Malcolm Muggeridge
MY rather jaded view of journalism, a field in which I have spent a large part of my working life, leads me to believe that the powers of journalism manage to eliminate anything that could possibly be good from it. The old maxim that people can put up with almost anything, but that they find the truth impossible to bear, applies particularly well to the distortions of the media, whether in refusing to face up to facts such as the Ukrainian famine of the 1930s, or in arbitrarily hounding or lauding well-known figures.
However, happily for me, several recent experiences in direct and indirect response to press coverage, when I expressed something I really believed — in one case 50 years ago — reminds me that though good is not usually possible through journalism, people in our seemingly hedonistic society have a great longing for spiritual things and for truth.
The Ukrainians have never forgotten that I was the only journalist who reported their troubles, their famine, and they have always been amazingly kind in continuing to praise me for it. A few weeks ago the Ukrainians in England invited me to the consecration of their new church in Wolverhampton. Kitty and I went to the service, of course, and joined in the great gathering of the Ukrainian Christians to celebrate the millennium of Christianity in Russia.
More obliquely, one morning recently the telephone rang, and I found myself talking to an unknown female voice. She told me that there was a Russian writer coming over to England for a five day trip, and that he had expressed but one desire, which was that during his visit he might be able to meet Malcolm Muggeridge. Naturally I found this quite extraordinary, but I couldn't turn down such a passionate request. So the mysterious Russian came down to see me, and as he spoke not one word of English we talked
through an interpreter. This was a curious experience in itself, but what we said to one another wasn't so important, the point of his visit was simply to see me.
The man's name was Leonid Borodin, and he tui....d to be a distinguished writer who has just been let out of prison after serving four years of a ten year sentence for his writing — a release which would never have happened if the Gorbachev era hadn't come. He was a distinctly charming man with a delightful smile, and when he left he shook my hand with the most beautiful expression on his face.

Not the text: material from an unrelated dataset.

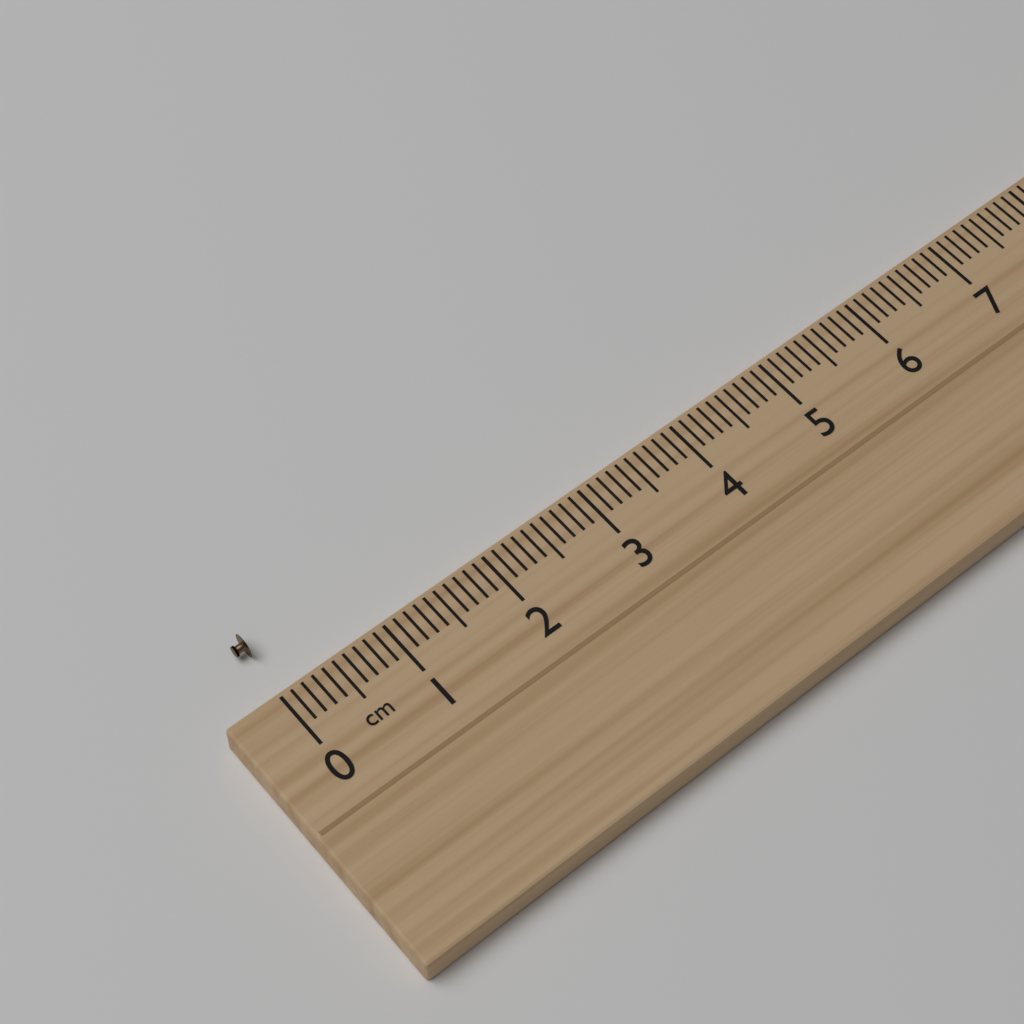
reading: 0.1 cm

He gave me a copy of his novel Partings which has just been published in English by Collins, and which was apparently smuggled out of Russia in 1982. He thought that I had helped it along, because although he was too young to have been around when I reported on the famine in
Russia in the 1930s (he was born in 1938), my search for truth had obviously impressed him. He has now gone back to Moscow to live and work, and is not anti-Russia at all. Interestingly Andrei Sakharov has been back in Moscow for 18 months, and we now hear that Gorbachev has even invited Solzhenitsyn, still engrossed in writing his history of the Russian Revolution from America, to come and visit, or stay, in Moscow.
On a lighter level "Peterborough" from the Daily Telegraph came to see me the other day, and I happened to mention to him that I was reluctant to have a cataract operation, which he stated in his piece on me. Ever since then I have had five or six letters daily, saying "Dear Mr Muggoridge, I want to tell you that I am 89 and have just had a cataract operation; I think you ought to have one youself. I can now see everything." It is very kind of them to tell me so, but I write back quoting a German writer who said that seeing with the eye you see time and the creatures, but if you see through the eye, through your mind, you see eternity and light and truth or as Blake put it far more succinctly. "They ever must believe a lie/Who see with not through the eye".
Obviously as you get older and older you do get feebler and lose your faculties, but as my wife Kitty claims, this can be seen in a positive way. She feels that losing your eyesight and hearing and so forth prepare you for your departure from this world, because if you have all your faculties you are much more tied to life. If you live to an old age it is really God's mercy that helps you, like the old soldiers in the words of the the saying who "... never die, they simply fade away."